Article
Mar 11, 2026
Does Your Small Business Actually Need a Blog in 2026?
Shop Talk | Content tips for small businesses that don't have time to waste. Blogging takes time you don't have. But done right, it's one of the highest-return marketing investments a small business can make. Here's the honest breakdown.
You've heard the advice a hundred times: every business needs a blog. But when you're running a small business, time is the one thing you never have enough of. So is blogging actually worth it, or is it just another task on an already impossible to-do list?
The short answer: yes, but only if you do it with purpose.
Why Blogging Still Works
Search engines need text to understand what your business does and who it serves. Social media posts disappear in hours. A blog post can drive traffic for months or even years.
When someone searches "how to fix a leaky faucet" and finds a helpful article on a local plumber's website, that plumber just earned trust before a single phone call was made. That's the power of blogging — it lets people find you when they're already looking for what you offer.
Blogging also fuels your other marketing channels. A single post can become a week's worth of social media content, an email newsletter, and a script for a short video.
Why Most Small Business Blogs Fail
The problem isn't blogging itself. It's the approach. Most small business blogs fail for three reasons.
First, there's no consistency. Posting once and disappearing for three months tells Google your site isn't active. Even one post per month is better than a burst of five posts followed by silence.
Second, the topics are too broad. Writing about "marketing tips" puts you in competition with every major publication on the internet. Writing about "marketing tips for dog groomers in Denver" puts you in front of the exact people who need you.
Third, there's no call to action. Every blog post should give the reader a clear next step. Book a call, grab a free guide, sign up for the newsletter — don't leave them hanging.
How to Blog Without Losing Your Mind
You don't need to write a thousand words every week. Here's a realistic plan that works for busy business owners.
Commit to two posts per month. Keep them between 300 and 500 words. Answer one specific customer question per post. Optimize each post with a clear title that matches what someone might actually search for.
That's it. Two posts a month, written in plain language, focused on helping real people. Over the course of a year, that gives you 24 pieces of searchable content working for you around the clock.
The Verdict
A blog isn't mandatory. But if you want to show up in search results, build authority in your space, and give your other content a foundation to stand on, it's one of the highest-return investments a small business can make.
You don't need to be a great writer. You just need to be helpful.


> _Your goal_
Could you restate every entry word for word, leaving the pictures out?

> _Provided entries_
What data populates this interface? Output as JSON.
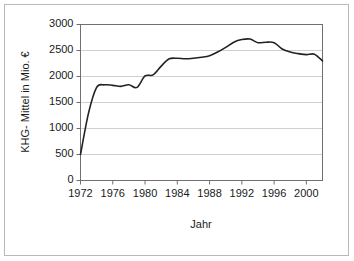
{
  "figure": {
    "border_color": "#b9b9b9",
    "background": "#ffffff"
  },
  "chart_data": {
    "type": "line",
    "title": "",
    "xlabel": "Jahr",
    "ylabel": "KHG- Mittel in Mio. €",
    "xlim": [
      1972,
      2002
    ],
    "ylim": [
      0,
      3000
    ],
    "grid": true,
    "legend": null,
    "line_color": "#222222",
    "xticks": [
      1972,
      1976,
      1980,
      1984,
      1988,
      1992,
      1996,
      2000
    ],
    "xtick_labels": [
      "1972",
      "1976",
      "1980",
      "1984",
      "1988",
      "1992",
      "1996",
      "2000"
    ],
    "yticks": [
      0,
      500,
      1000,
      1500,
      2000,
      2500,
      3000
    ],
    "ytick_labels": [
      "0",
      "500",
      "1000",
      "1500",
      "2000",
      "2500",
      "3000"
    ],
    "x": [
      1972,
      1973,
      1974,
      1975,
      1976,
      1977,
      1978,
      1979,
      1980,
      1981,
      1982,
      1983,
      1984,
      1985,
      1986,
      1987,
      1988,
      1989,
      1990,
      1991,
      1992,
      1993,
      1994,
      1995,
      1996,
      1997,
      1998,
      1999,
      2000,
      2001,
      2002
    ],
    "values": [
      500,
      1300,
      1790,
      1840,
      1830,
      1810,
      1840,
      1790,
      2010,
      2030,
      2200,
      2340,
      2350,
      2340,
      2350,
      2370,
      2400,
      2470,
      2560,
      2660,
      2710,
      2720,
      2650,
      2660,
      2650,
      2530,
      2470,
      2440,
      2420,
      2430,
      2300
    ]
  },
  "axis_titles": {
    "x": "Jahr",
    "y": "KHG- Mittel in Mio. €"
  }
}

> _Result_
What data populates this interface? Output as JSON.
{
  "figure": {
    "border_color": "#b9b9b9",
    "background": "#ffffff"
  },
  "chart_data": {
    "type": "line",
    "title": "",
    "xlabel": "Jahr",
    "ylabel": "KHG- Mittel in Mio. €",
    "xlim": [
      1972,
      2002
    ],
    "ylim": [
      0,
      3000
    ],
    "grid": true,
    "legend": null,
    "line_color": "#222222",
    "xticks": [
      1972,
      1976,
      1980,
      1984,
      1988,
      1992,
      1996,
      2000
    ],
    "xtick_labels": [
      "1972",
      "1976",
      "1980",
      "1984",
      "1988",
      "1992",
      "1996",
      "2000"
    ],
    "yticks": [
      0,
      500,
      1000,
      1500,
      2000,
      2500,
      3000
    ],
    "ytick_labels": [
      "0",
      "500",
      "1000",
      "1500",
      "2000",
      "2500",
      "3000"
    ],
    "x": [
      1972,
      1973,
      1974,
      1975,
      1976,
      1977,
      1978,
      1979,
      1980,
      1981,
      1982,
      1983,
      1984,
      1985,
      1986,
      1987,
      1988,
      1989,
      1990,
      1991,
      1992,
      1993,
      1994,
      1995,
      1996,
      1997,
      1998,
      1999,
      2000,
      2001,
      2002
    ],
    "values": [
      500,
      1300,
      1790,
      1840,
      1830,
      1810,
      1840,
      1790,
      2010,
      2030,
      2200,
      2340,
      2350,
      2340,
      2350,
      2370,
      2400,
      2470,
      2560,
      2660,
      2710,
      2720,
      2650,
      2660,
      2650,
      2530,
      2470,
      2440,
      2420,
      2430,
      2300
    ]
  },
  "axis_titles": {
    "x": "Jahr",
    "y": "KHG- Mittel in Mio. €"
  }
}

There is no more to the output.